I need to collect only the first value from two emitted by flow.
I have a function that returns flow:
fun myFlow = flow {
try {
emit(localDataSource.fetchData())
} catch(e: Exception) {
// just skip this error
}
emit(remoteDataSource.fetchData(1000, 0))
}
In one special case I need only first emitted value, doesn't matter is it from local cache or remote source. I tried this one:
fun getRandomFavoriteItem() = myFlow.first().filter { it.score > 7 }.randomOrNull()
But first() invocation always throws
java.lang.IllegalStateException: Flow exception transparency is violated: Previous 'emit' call has thrown exception kotlinx.coroutines.flow.internal.AbortFlowException: Flow was aborted, no more elements needed, but then emission attempt of value.
What I've tried:
- single() -
java.lang.IllegalArgumentException: Flow has more than one element
- take(1).first() -
java.lang.IllegalStateException: Flow exception transparency is violated: Previous 'emit' call has thrown exception kotlinx.coroutines.flow.internal.AbortFlowException: Flow was aborted, no more elements needed, but then emission attempt of value
- Catch error but it doesn't stop here:
myFlow.catch { e ->
if (e !is IllegalArgumentException) {
throw e
}
}.first().filter { it.score > 7 }.randomOrNull()
My questions are:
- What is the point of usage first() if it doesn't work in case of more than 1 emitted values? If I would know that my flow produces only one value I could just use any other terminal operator.
- How to avoid those errors and how to collect only first value without adding repeated code?
CodePudding user response:
This isn't an error in first()
. It's an error in your flow. You are not permitted to swallow all exceptions in a Flow in the way you have.
Some varying approaches may differ in whether they detect that error, but what you must fix is how you "just skip" all exceptions. Consider catching only the specific exceptions you're concerned about, or at least making sure to catch and rethrow CancellationException
or its subclasses.
CodePudding user response:
Lous Wasserman already found the problem, here some more details.
As mentioned in the error message you're also catching the AbortFlowException
.
java.lang.IllegalStateException: Flow exception transparency is violated: Previous 'emit' call has thrown exception kotlinx.coroutines.flow.internal.AbortFlowException: Flow was aborted, no more elements needed, but then emission attempt of value.
You're bascically catching an exception which interferes with the way flows work. The problem is not about the first
function.
Since AbortFlowException
is internal you cannot access it, but you can access its superclass CancellationException
. You need to modify your catch block like this:
try {
emit(localDataSource.fetchData())
} catch (e: Exception) {
if(e is CancellationException) {
throw e
}
}
Now first
will work in the way you expect it to.
Edit:
A better solution would be to handle the exception within fetchData
(you might return null
in case one was thrown). This way you don't get in the way of the flow mechanics.
If that is not possible, you could create a wrapper function which takes care of the exception handling.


> _Exercise_:
The result should be a faithful copy of every entry below, with the pictures left out.

[Collection entries]
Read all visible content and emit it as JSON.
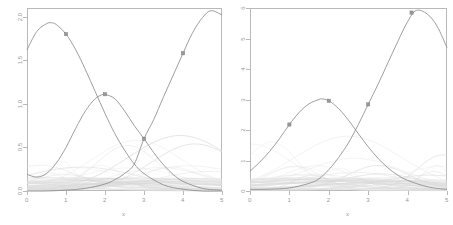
{
  "figure": {
    "width": 453,
    "height": 225,
    "background": "#ffffff",
    "panel_count": 2
  },
  "colors": {
    "axis": "#b9b9b9",
    "tick_text": "#999999",
    "main_curve": "#8c8c8c",
    "faint_curve": "#d8d8d8",
    "very_faint_curve": "#e8e8e8",
    "marker_fill": "#9a9a9a",
    "marker_stroke": "#7c7c7c"
  },
  "chart_data": [
    {
      "id": "left-panel",
      "type": "line",
      "title": "",
      "xlabel": "x",
      "ylabel": "",
      "xlim": [
        0,
        5
      ],
      "ylim": [
        0,
        2.1
      ],
      "grid": false,
      "legend": "none",
      "xticks": [
        0,
        1,
        2,
        3,
        4,
        5
      ],
      "xticklabels": [
        "0",
        "1",
        "2",
        "3",
        "4",
        "5"
      ],
      "yticks": [
        0.0,
        0.5,
        1.0,
        1.5,
        2.0
      ],
      "yticklabels": [
        "0.0",
        "0.5",
        "1.0",
        "1.5",
        "2.0"
      ],
      "series": [
        {
          "name": "curve-1",
          "role": "main",
          "shape": "gaussian-bump",
          "peak_x": 0.62,
          "peak_y": 1.93,
          "width": 1.25,
          "baseline": 0.0,
          "x": [
            0.0,
            0.25,
            0.5,
            0.62,
            0.75,
            1.0,
            1.25,
            1.5,
            1.75,
            2.0,
            2.25,
            2.5,
            2.75,
            3.0,
            3.5,
            4.0,
            4.5,
            5.0
          ],
          "y": [
            1.62,
            1.83,
            1.92,
            1.93,
            1.91,
            1.8,
            1.62,
            1.39,
            1.14,
            0.89,
            0.66,
            0.47,
            0.31,
            0.2,
            0.07,
            0.02,
            0.0,
            0.0
          ]
        },
        {
          "name": "curve-2",
          "role": "main",
          "shape": "gaussian-bump",
          "peak_x": 1.95,
          "peak_y": 1.11,
          "width": 1.0,
          "baseline": 0.0,
          "x": [
            0.0,
            0.25,
            0.5,
            0.75,
            1.0,
            1.25,
            1.5,
            1.75,
            1.95,
            2.0,
            2.25,
            2.5,
            2.75,
            3.0,
            3.25,
            3.5,
            3.75,
            4.0,
            4.5,
            5.0
          ],
          "y": [
            0.19,
            0.16,
            0.2,
            0.32,
            0.5,
            0.72,
            0.92,
            1.06,
            1.11,
            1.11,
            1.06,
            0.92,
            0.75,
            0.6,
            0.44,
            0.3,
            0.19,
            0.11,
            0.03,
            0.01
          ]
        },
        {
          "name": "curve-3",
          "role": "main",
          "shape": "rising-bump",
          "peak_x": 4.72,
          "peak_y": 2.07,
          "baseline": 0.0,
          "x": [
            0.0,
            0.5,
            1.0,
            1.5,
            2.0,
            2.25,
            2.5,
            2.75,
            3.0,
            3.25,
            3.5,
            3.75,
            4.0,
            4.25,
            4.5,
            4.72,
            5.0
          ],
          "y": [
            0.0,
            0.0,
            0.01,
            0.03,
            0.08,
            0.13,
            0.2,
            0.31,
            0.6,
            0.82,
            1.08,
            1.33,
            1.58,
            1.82,
            1.99,
            2.07,
            2.02
          ]
        }
      ],
      "markers": [
        {
          "x": 1.0,
          "y": 1.8,
          "series": "curve-1"
        },
        {
          "x": 2.0,
          "y": 1.11,
          "series": "curve-2"
        },
        {
          "x": 3.0,
          "y": 0.6,
          "series": "curve-2"
        },
        {
          "x": 4.0,
          "y": 1.58,
          "series": "curve-3"
        }
      ],
      "background_curves_count": 28,
      "background_curves_note": "many faint overlapping low-amplitude bump basis functions near baseline"
    },
    {
      "id": "right-panel",
      "type": "line",
      "title": "",
      "xlabel": "x",
      "ylabel": "",
      "xlim": [
        0,
        5
      ],
      "ylim": [
        0,
        6.0
      ],
      "grid": false,
      "legend": "none",
      "xticks": [
        0,
        1,
        2,
        3,
        4,
        5
      ],
      "xticklabels": [
        "0",
        "1",
        "2",
        "3",
        "4",
        "5"
      ],
      "yticks": [
        0,
        1,
        2,
        3,
        4,
        5,
        6
      ],
      "yticklabels": [
        "0",
        "1",
        "2",
        "3",
        "4",
        "5",
        "6"
      ],
      "series": [
        {
          "name": "curve-1",
          "role": "main",
          "shape": "gaussian-bump",
          "peak_x": 1.82,
          "peak_y": 3.02,
          "baseline": 0.0,
          "x": [
            0.0,
            0.25,
            0.5,
            0.75,
            1.0,
            1.25,
            1.5,
            1.75,
            1.82,
            2.0,
            2.25,
            2.5,
            2.75,
            3.0,
            3.25,
            3.5,
            3.75,
            4.0,
            4.5,
            5.0
          ],
          "y": [
            0.65,
            0.95,
            1.3,
            1.72,
            2.18,
            2.58,
            2.86,
            3.0,
            3.02,
            2.96,
            2.7,
            2.32,
            1.88,
            1.45,
            1.07,
            0.76,
            0.52,
            0.35,
            0.14,
            0.05
          ]
        },
        {
          "name": "curve-2",
          "role": "main",
          "shape": "rising-bump",
          "peak_x": 4.22,
          "peak_y": 5.92,
          "baseline": 0.0,
          "x": [
            0.0,
            0.5,
            1.0,
            1.5,
            1.75,
            2.0,
            2.25,
            2.5,
            2.75,
            3.0,
            3.25,
            3.5,
            3.75,
            4.0,
            4.22,
            4.5,
            4.75,
            5.0
          ],
          "y": [
            0.05,
            0.06,
            0.1,
            0.25,
            0.4,
            0.7,
            1.1,
            1.58,
            2.18,
            2.84,
            3.5,
            4.2,
            4.9,
            5.55,
            5.92,
            5.8,
            5.4,
            4.7
          ]
        }
      ],
      "markers": [
        {
          "x": 1.0,
          "y": 2.18,
          "series": "curve-1"
        },
        {
          "x": 2.0,
          "y": 2.96,
          "series": "curve-1"
        },
        {
          "x": 3.0,
          "y": 2.84,
          "series": "curve-2"
        },
        {
          "x": 4.1,
          "y": 5.85,
          "series": "curve-2"
        }
      ],
      "background_curves_count": 26,
      "background_curves_note": "many faint overlapping low-amplitude bump basis functions near baseline"
    }
  ]
}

> _Written solution_:
Read all visible content and emit it as JSON.
{
  "figure": {
    "width": 453,
    "height": 225,
    "background": "#ffffff",
    "panel_count": 2
  },
  "colors": {
    "axis": "#b9b9b9",
    "tick_text": "#999999",
    "main_curve": "#8c8c8c",
    "faint_curve": "#d8d8d8",
    "very_faint_curve": "#e8e8e8",
    "marker_fill": "#9a9a9a",
    "marker_stroke": "#7c7c7c"
  },
  "chart_data": [
    {
      "id": "left-panel",
      "type": "line",
      "title": "",
      "xlabel": "x",
      "ylabel": "",
      "xlim": [
        0,
        5
      ],
      "ylim": [
        0,
        2.1
      ],
      "grid": false,
      "legend": "none",
      "xticks": [
        0,
        1,
        2,
        3,
        4,
        5
      ],
      "xticklabels": [
        "0",
        "1",
        "2",
        "3",
        "4",
        "5"
      ],
      "yticks": [
        0.0,
        0.5,
        1.0,
        1.5,
        2.0
      ],
      "yticklabels": [
        "0.0",
        "0.5",
        "1.0",
        "1.5",
        "2.0"
      ],
      "series": [
        {
          "name": "curve-1",
          "role": "main",
          "shape": "gaussian-bump",
          "peak_x": 0.62,
          "peak_y": 1.93,
          "width": 1.25,
          "baseline": 0.0,
          "x": [
            0.0,
            0.25,
            0.5,
            0.62,
            0.75,
            1.0,
            1.25,
            1.5,
            1.75,
            2.0,
            2.25,
            2.5,
            2.75,
            3.0,
            3.5,
            4.0,
            4.5,
            5.0
          ],
          "y": [
            1.62,
            1.83,
            1.92,
            1.93,
            1.91,
            1.8,
            1.62,
            1.39,
            1.14,
            0.89,
            0.66,
            0.47,
            0.31,
            0.2,
            0.07,
            0.02,
            0.0,
            0.0
          ]
        },
        {
          "name": "curve-2",
          "role": "main",
          "shape": "gaussian-bump",
          "peak_x": 1.95,
          "peak_y": 1.11,
          "width": 1.0,
          "baseline": 0.0,
          "x": [
            0.0,
            0.25,
            0.5,
            0.75,
            1.0,
            1.25,
            1.5,
            1.75,
            1.95,
            2.0,
            2.25,
            2.5,
            2.75,
            3.0,
            3.25,
            3.5,
            3.75,
            4.0,
            4.5,
            5.0
          ],
          "y": [
            0.19,
            0.16,
            0.2,
            0.32,
            0.5,
            0.72,
            0.92,
            1.06,
            1.11,
            1.11,
            1.06,
            0.92,
            0.75,
            0.6,
            0.44,
            0.3,
            0.19,
            0.11,
            0.03,
            0.01
          ]
        },
        {
          "name": "curve-3",
          "role": "main",
          "shape": "rising-bump",
          "peak_x": 4.72,
          "peak_y": 2.07,
          "baseline": 0.0,
          "x": [
            0.0,
            0.5,
            1.0,
            1.5,
            2.0,
            2.25,
            2.5,
            2.75,
            3.0,
            3.25,
            3.5,
            3.75,
            4.0,
            4.25,
            4.5,
            4.72,
            5.0
          ],
          "y": [
            0.0,
            0.0,
            0.01,
            0.03,
            0.08,
            0.13,
            0.2,
            0.31,
            0.6,
            0.82,
            1.08,
            1.33,
            1.58,
            1.82,
            1.99,
            2.07,
            2.02
          ]
        }
      ],
      "markers": [
        {
          "x": 1.0,
          "y": 1.8,
          "series": "curve-1"
        },
        {
          "x": 2.0,
          "y": 1.11,
          "series": "curve-2"
        },
        {
          "x": 3.0,
          "y": 0.6,
          "series": "curve-2"
        },
        {
          "x": 4.0,
          "y": 1.58,
          "series": "curve-3"
        }
      ],
      "background_curves_count": 28,
      "background_curves_note": "many faint overlapping low-amplitude bump basis functions near baseline"
    },
    {
      "id": "right-panel",
      "type": "line",
      "title": "",
      "xlabel": "x",
      "ylabel": "",
      "xlim": [
        0,
        5
      ],
      "ylim": [
        0,
        6.0
      ],
      "grid": false,
      "legend": "none",
      "xticks": [
        0,
        1,
        2,
        3,
        4,
        5
      ],
      "xticklabels": [
        "0",
        "1",
        "2",
        "3",
        "4",
        "5"
      ],
      "yticks": [
        0,
        1,
        2,
        3,
        4,
        5,
        6
      ],
      "yticklabels": [
        "0",
        "1",
        "2",
        "3",
        "4",
        "5",
        "6"
      ],
      "series": [
        {
          "name": "curve-1",
          "role": "main",
          "shape": "gaussian-bump",
          "peak_x": 1.82,
          "peak_y": 3.02,
          "baseline": 0.0,
          "x": [
            0.0,
            0.25,
            0.5,
            0.75,
            1.0,
            1.25,
            1.5,
            1.75,
            1.82,
            2.0,
            2.25,
            2.5,
            2.75,
            3.0,
            3.25,
            3.5,
            3.75,
            4.0,
            4.5,
            5.0
          ],
          "y": [
            0.65,
            0.95,
            1.3,
            1.72,
            2.18,
            2.58,
            2.86,
            3.0,
            3.02,
            2.96,
            2.7,
            2.32,
            1.88,
            1.45,
            1.07,
            0.76,
            0.52,
            0.35,
            0.14,
            0.05
          ]
        },
        {
          "name": "curve-2",
          "role": "main",
          "shape": "rising-bump",
          "peak_x": 4.22,
          "peak_y": 5.92,
          "baseline": 0.0,
          "x": [
            0.0,
            0.5,
            1.0,
            1.5,
            1.75,
            2.0,
            2.25,
            2.5,
            2.75,
            3.0,
            3.25,
            3.5,
            3.75,
            4.0,
            4.22,
            4.5,
            4.75,
            5.0
          ],
          "y": [
            0.05,
            0.06,
            0.1,
            0.25,
            0.4,
            0.7,
            1.1,
            1.58,
            2.18,
            2.84,
            3.5,
            4.2,
            4.9,
            5.55,
            5.92,
            5.8,
            5.4,
            4.7
          ]
        }
      ],
      "markers": [
        {
          "x": 1.0,
          "y": 2.18,
          "series": "curve-1"
        },
        {
          "x": 2.0,
          "y": 2.96,
          "series": "curve-1"
        },
        {
          "x": 3.0,
          "y": 2.84,
          "series": "curve-2"
        },
        {
          "x": 4.1,
          "y": 5.85,
          "series": "curve-2"
        }
      ],
      "background_curves_count": 26,
      "background_curves_note": "many faint overlapping low-amplitude bump basis functions near baseline"
    }
  ]
}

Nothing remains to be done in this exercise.